2

Every time I have a syntax error or I just want to send a custom error in my AWS Lambda function, I get the same 502 Bad Gateway response (Internal server error).

I tried that simple code:

module.exports.saveImage = (event, context, callback) => {
    callback("the sky is falling!"); // also tried sending new Error("the sky is falling!")
}

And still getting the same "Internal server error" response instead of the defined one.

This is my function in the serverless.yml file:

saveImage:
  handler: handler.saveImage
  environment:
    BUCKET: ${self:custom.bucket}
  events:
  - http:
      path: saveImage
      method: post
      cors: true,
      integration: lambda-proxy

May I have misunderstood something from this article? It seems to recieve the "errorMessage": "the sky is falling!" in the API Gateway response (and that's what I would expect).

https://aws.amazon.com/es/blogs/compute/error-handling-patterns-in-amazon-api-gateway-and-aws-lambda/

2
  • 1
    Did you configure the API Gateway's Integration Response section to handle the Lambda's response? Commented Aug 8, 2017 at 0:43
  • I've updated my question with the serverless.yml config. By the way, I can receive the response if I put the error in the second argument, like this: callback(null, { body: JSON.stringify( { errorMessage: "my error" }) }); Is that how we should handle errors? I thought we can use the first argument to send errors. Commented Aug 8, 2017 at 11:20

1 Answer 1

4

If you use integration: lambda-proxy, you need to return a proper error response from your Lambda, not from API Gateway.

In this case, you can use what already tried:

callback(null, { body: JSON.stringify( { errorMessage: "my error" })

I thought we can use the first argument to send errors

You can, if you use integration: lambda in your serverless.yml but in your case, you're not.

Sign up to request clarification or add additional context in comments.

2 Comments

Thanks, I'll have a look at the differences within them and if it is worth the change.
It's a matter of preference and each has its own pros and cons. See stackoverflow.com/q/42474264/1252647.

Your Answer

By clicking “Post Your Answer”, you agree to our terms of service and acknowledge you have read our privacy policy.

Start asking to get answers

Find the answer to your question by asking.

Ask question

Explore related questions

See similar questions with these tags.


**EXERCISE BRIEF**
Repeat exactly the line that contains "Image resolution: width=1387" and every line after it, down to the last line of the entries below. Do not include pictures.

**INPUT DATA**
.....

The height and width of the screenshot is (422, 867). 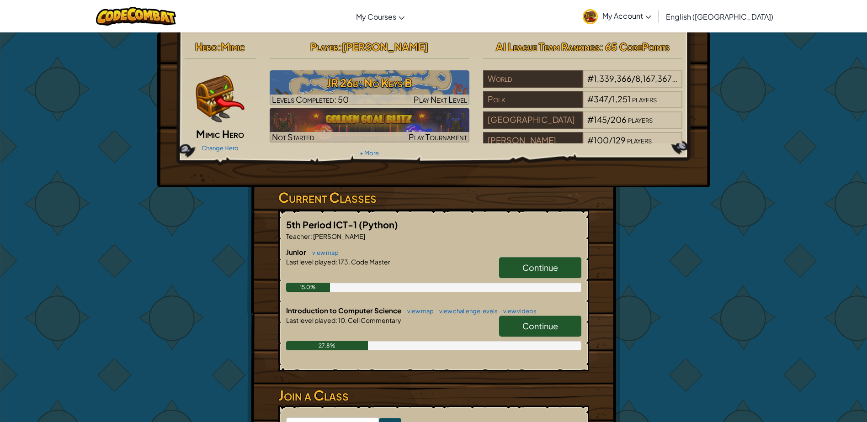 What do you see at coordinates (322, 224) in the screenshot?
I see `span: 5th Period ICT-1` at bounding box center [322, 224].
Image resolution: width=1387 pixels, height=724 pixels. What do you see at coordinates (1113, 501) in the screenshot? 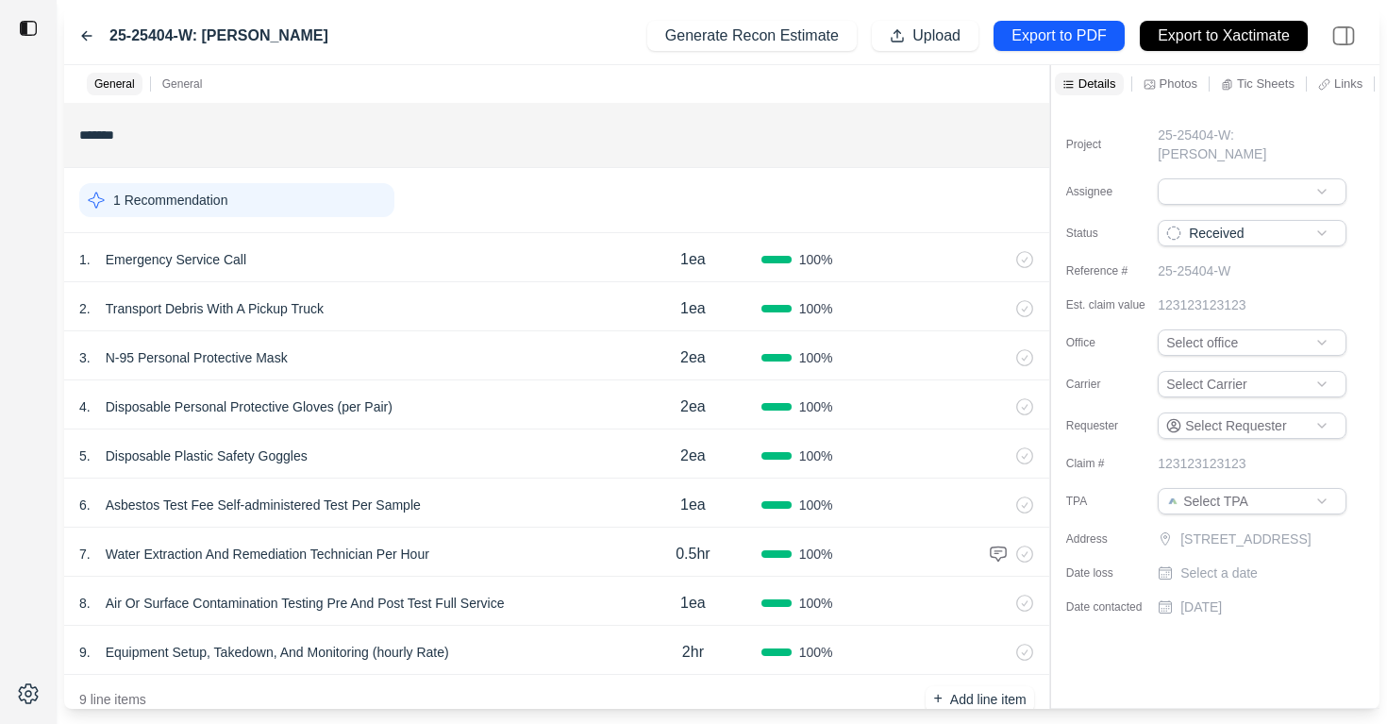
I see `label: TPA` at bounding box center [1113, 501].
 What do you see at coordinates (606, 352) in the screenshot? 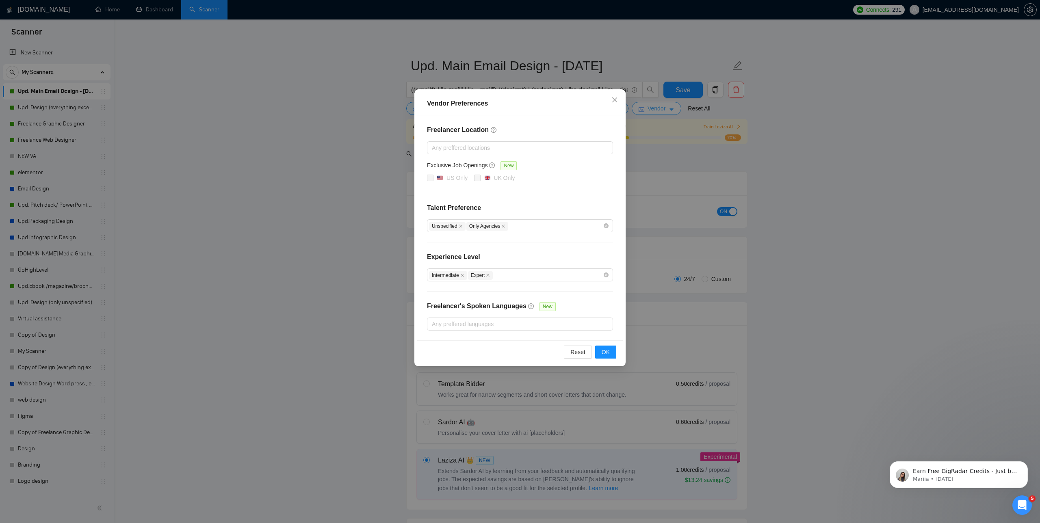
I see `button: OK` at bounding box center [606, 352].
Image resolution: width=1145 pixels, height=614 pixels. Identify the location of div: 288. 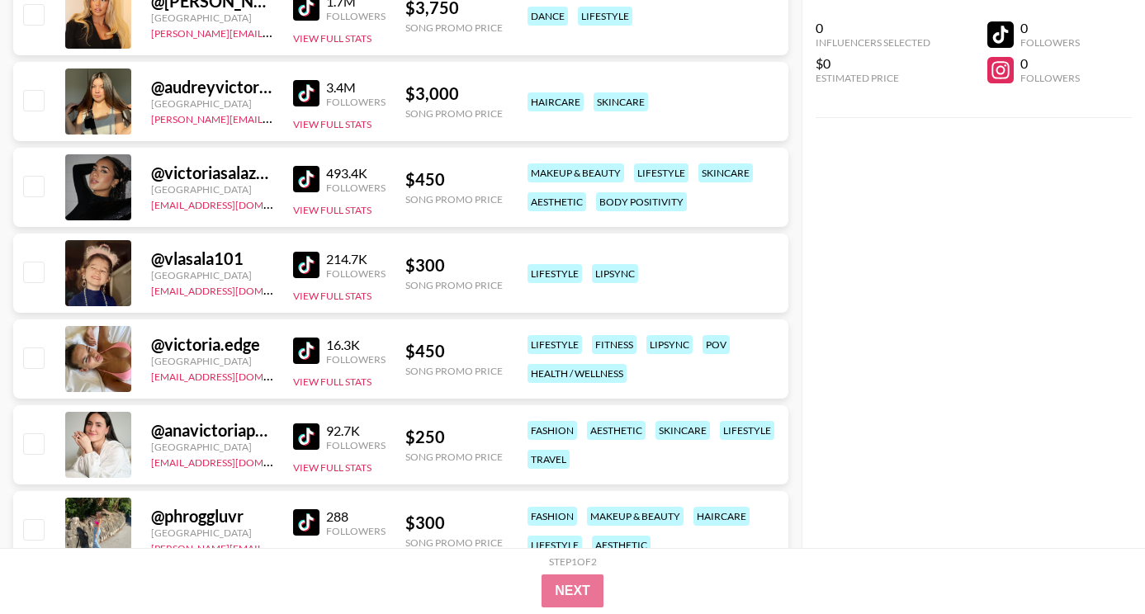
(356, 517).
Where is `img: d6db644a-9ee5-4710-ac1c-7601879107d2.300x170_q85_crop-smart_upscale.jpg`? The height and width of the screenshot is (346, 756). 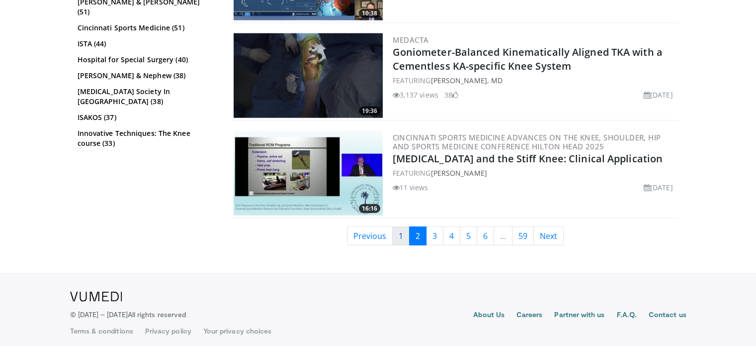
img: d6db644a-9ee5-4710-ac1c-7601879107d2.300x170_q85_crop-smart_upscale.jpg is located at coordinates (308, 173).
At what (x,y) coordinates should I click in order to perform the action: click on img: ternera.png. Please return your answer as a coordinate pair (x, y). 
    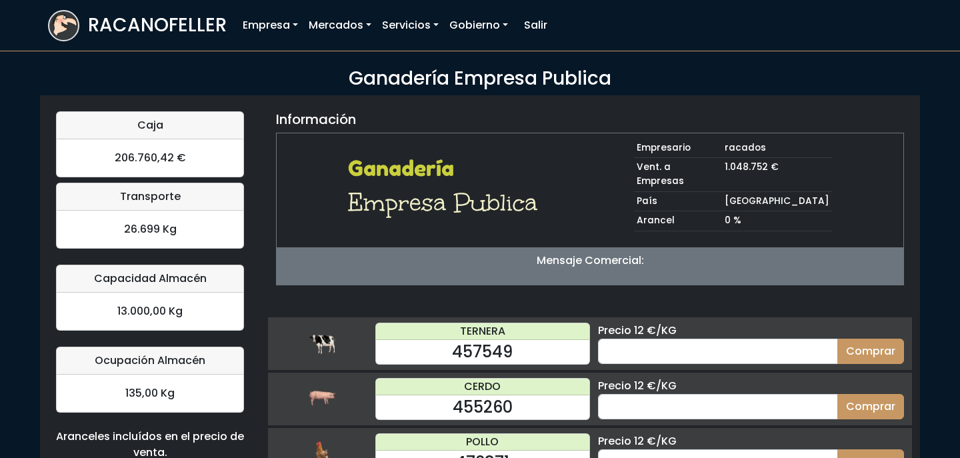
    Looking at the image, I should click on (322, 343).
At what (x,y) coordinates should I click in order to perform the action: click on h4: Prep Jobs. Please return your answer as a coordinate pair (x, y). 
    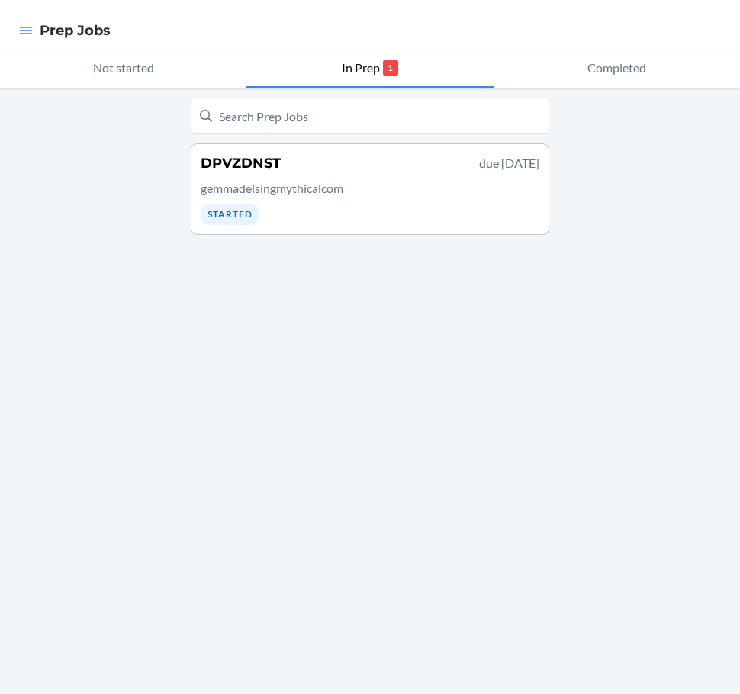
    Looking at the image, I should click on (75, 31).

.....

**RESULT FOR THIS EXERCISE**
Image resolution: width=1387 pixels, height=724 pixels. What do you see at coordinates (1113, 501) in the screenshot? 
I see `label: TPA` at bounding box center [1113, 501].
 What do you see at coordinates (606, 352) in the screenshot? 
I see `button: OK` at bounding box center [606, 352].
Image resolution: width=1145 pixels, height=614 pixels. Identify the location of div: 288. 
(356, 517).
Where is `img: d6db644a-9ee5-4710-ac1c-7601879107d2.300x170_q85_crop-smart_upscale.jpg`? The height and width of the screenshot is (346, 756). 
img: d6db644a-9ee5-4710-ac1c-7601879107d2.300x170_q85_crop-smart_upscale.jpg is located at coordinates (308, 173).
At what (x,y) coordinates should I click in order to perform the action: click on img: ternera.png. Please return your answer as a coordinate pair (x, y). 
    Looking at the image, I should click on (322, 343).
At what (x,y) coordinates should I click in order to perform the action: click on h4: Prep Jobs. Please return your answer as a coordinate pair (x, y). 
    Looking at the image, I should click on (75, 31).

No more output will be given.